Guest Editorial
By ROBERT ROMANO | FEBRUARY 25, 2015
Clean Water Act regulatory whack-a-mole hurts farmers
The Environmental Protection Agency (EPA) and the Army Corps of Engineers are at it again, seeking to regulate every puddle, creek, and ditch in America as "navigable waters" under the terms of the Clean Air Act — even though you probably couldn't navigate a paper boat through them.
Starting in April, under the Definition of "Waters of the United States" Under the Clean Water Act regulation, "waters of the United States" will now include "Traditional navigable waters; interstate waters, including interstate wetlands; the territorial seas; impoundments of traditional navigable waters, interstate waters, including interstate wetlands, the territorial seas, and tributaries, as defined, of such waters; tributaries, as defined, of traditional navigable waters, interstate waters or the territorial seas; and adjacent waters, including adjacent wetlands."
In addition, "the agencies propose that 'other waters' (those not fitting in any of the above categories) could be determined to be 'waters of the United States' through a case-specific showing that, either alone or in combination with similarly situated 'other waters' in the region, they have a 'significant nexus' to a traditional navigable water, interstate water, or the territorial seas. The rule would also offer a definition of significant nexus and explain how similarly situated 'other waters' in the region should be identified."
Finally, the agencies have an expansive view of bodies of water beyond just aquatic systems, writing in a not-so-innocuous footnote, "The terms do not refer solely to the water contained in these aquatic systems, but to the system as a whole including associated chemical, physical, and biological features."
To which, Pacific Legal Foundation's M. Reed Hopper and Todd Gaziano complain in the Wall Street Journal, "What isn't a chemical, physical or biological feature of an aquatic system as a whole? Does that cover an entire ecoregion? Probably, since agency bureaucrats generally have discretion to interpret and apply their own definitions. Rather than clarify federal jurisdiction, as promised, the proposed rule introduces vastly greater uncertainty."

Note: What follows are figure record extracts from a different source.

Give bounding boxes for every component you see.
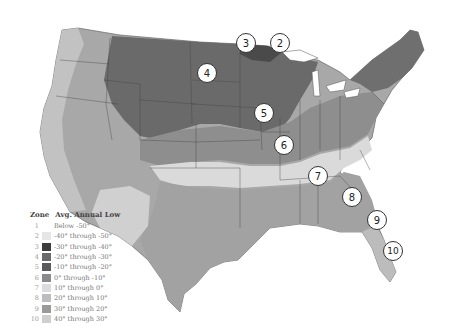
- legend-range: -10° through -20°: [54, 263, 112, 271]
- zone-marker-7: 7: [308, 166, 328, 186]
- legend-swatch: [42, 294, 51, 302]
- legend-zone-number: 5: [30, 263, 39, 271]
- legend-row: 3-30° through -40°: [30, 242, 160, 252]
- legend-range: 30° through 20°: [54, 305, 108, 313]
- legend-swatch: [42, 243, 51, 251]
- legend-swatch: [42, 274, 51, 282]
- legend-row: 1040° through 30°: [30, 314, 160, 324]
- legend-range: 40° through 30°: [54, 315, 108, 323]
- legend-row: 710° through 0°: [30, 283, 160, 293]
- zone-marker-5: 5: [254, 103, 274, 123]
- legend-swatch: [42, 253, 51, 261]
- legend-swatch: [42, 305, 51, 313]
- legend-range: Below -50°: [54, 222, 90, 230]
- legend-header: ZoneAvg. Annual Low: [30, 210, 160, 219]
- legend-swatch: [42, 315, 51, 323]
- legend-swatch: [42, 263, 51, 271]
- zone-marker-8: 8: [342, 187, 362, 207]
- zone-marker-9: 9: [367, 210, 387, 230]
- legend-temp-header: Avg. Annual Low: [55, 210, 120, 219]
- legend-zone-header: Zone: [30, 210, 49, 219]
- legend-zone-number: 8: [30, 294, 39, 302]
- legend-row: 930° through 20°: [30, 303, 160, 313]
- legend-zone-number: 7: [30, 284, 39, 292]
- legend-range: -20° through -30°: [54, 253, 112, 261]
- legend-zone-number: 3: [30, 243, 39, 251]
- legend-range: 10° through 0°: [54, 284, 103, 292]
- legend-row: 2-40° through -50°: [30, 231, 160, 241]
- legend-row: 4-20° through -30°: [30, 252, 160, 262]
- zone-legend: ZoneAvg. Annual Low 1Below -50° 2-40° th…: [30, 210, 160, 324]
- legend-range: 20° through 10°: [54, 294, 108, 302]
- legend-row: 5-10° through -20°: [30, 262, 160, 272]
- zone-marker-3: 3: [236, 33, 256, 53]
- zone-marker-4: 4: [197, 63, 217, 83]
- legend-swatch: [42, 222, 51, 230]
- zone-marker-6: 6: [274, 135, 294, 155]
- legend-swatch: [42, 284, 51, 292]
- legend-zone-number: 2: [30, 232, 39, 240]
- legend-zone-number: 6: [30, 274, 39, 282]
- zone-marker-10: 10: [383, 241, 403, 261]
- legend-zone-number: 10: [30, 315, 39, 323]
- legend-swatch: [42, 232, 51, 240]
- legend-zone-number: 9: [30, 305, 39, 313]
- northeast-region: [350, 30, 424, 92]
- legend-range: -40° through -50°: [54, 232, 112, 240]
- legend-range: -30° through -40°: [54, 243, 112, 251]
- legend-zone-number: 1: [30, 222, 39, 230]
- legend-range: 0° through -10°: [54, 274, 106, 282]
- legend-zone-number: 4: [30, 253, 39, 261]
- legend-row: 820° through 10°: [30, 293, 160, 303]
- legend-row: 1Below -50°: [30, 221, 160, 231]
- zone-marker-2: 2: [270, 33, 290, 53]
- legend-row: 60° through -10°: [30, 272, 160, 282]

Indeed, the entire atmosphere is about 4 percent water. In some organisms, their bodies can be composed of as much as 90 percent water. In humans, it's about 60 percent. Can those be regulated too as a "biological feature" of an aquatic system?
Hopper and Gaziano note, "By any fair reading, the proposed rule would federalize virtually all water in the nation, and much of the land, in direct contravention of Supreme Court precedent…"
Here Hopper and Gaziano are referencing SWANCC v. Army Corps of Engineers (2001) and Rapanos v. United States (2006), which respectively found that the Army Corps could not regulate "isolated water bodies" that were not connected to traditional navigable waters and that agencies, per Hopper and Gaziano, "could not regulate wetlands merely because they have a hydrological connection to downstream navigable waters."
Undeterred, EPA and the Army Corps have moved forward with their rulemaking, and the implications for property owners everywhere, including farmers and ranchers, are simply breathtaking.
The issues the regulation raises for Congress are fairly profound. For example, last year the House of Representatives passed HR 5078 which bars implementation of the rule or anything "substantially similar."
The trouble is, whether subsequent rulemakings would be "substantially similar" would undoubtedly be left up to judicial interpretation, meaning more rounds of regulatory whack-a-mole on the Clean Water Act would be in order for generations to come.
This underscores the problem itself, which is Congress' reliance on the goodwill and common sense of regulators in drafting these rules, such as under the Clean Air Act, an approach which has proven to be colossal failure, resulting in nearly two decades of litigation over just how far the law goes. It is the administrative state defined.
This year, it is high time for Congress to cut the root of the problem, which is the broad nature of the Clean Water Act itself. Perhaps the reason the agencies keep coming forward with rules beyond the scope of what legislators ever intended is because Congress authorized them to write them.
If members want to address the issue head on, the solution is severely to restrict that authority to draft expansive regulations under the Clean Water Act, and the Clean Air Act for that matter. No less than the property interests of every single American, including farmers and ranchers, are at stake.
Robert Romano is the senior editor of Americans for Limited Government.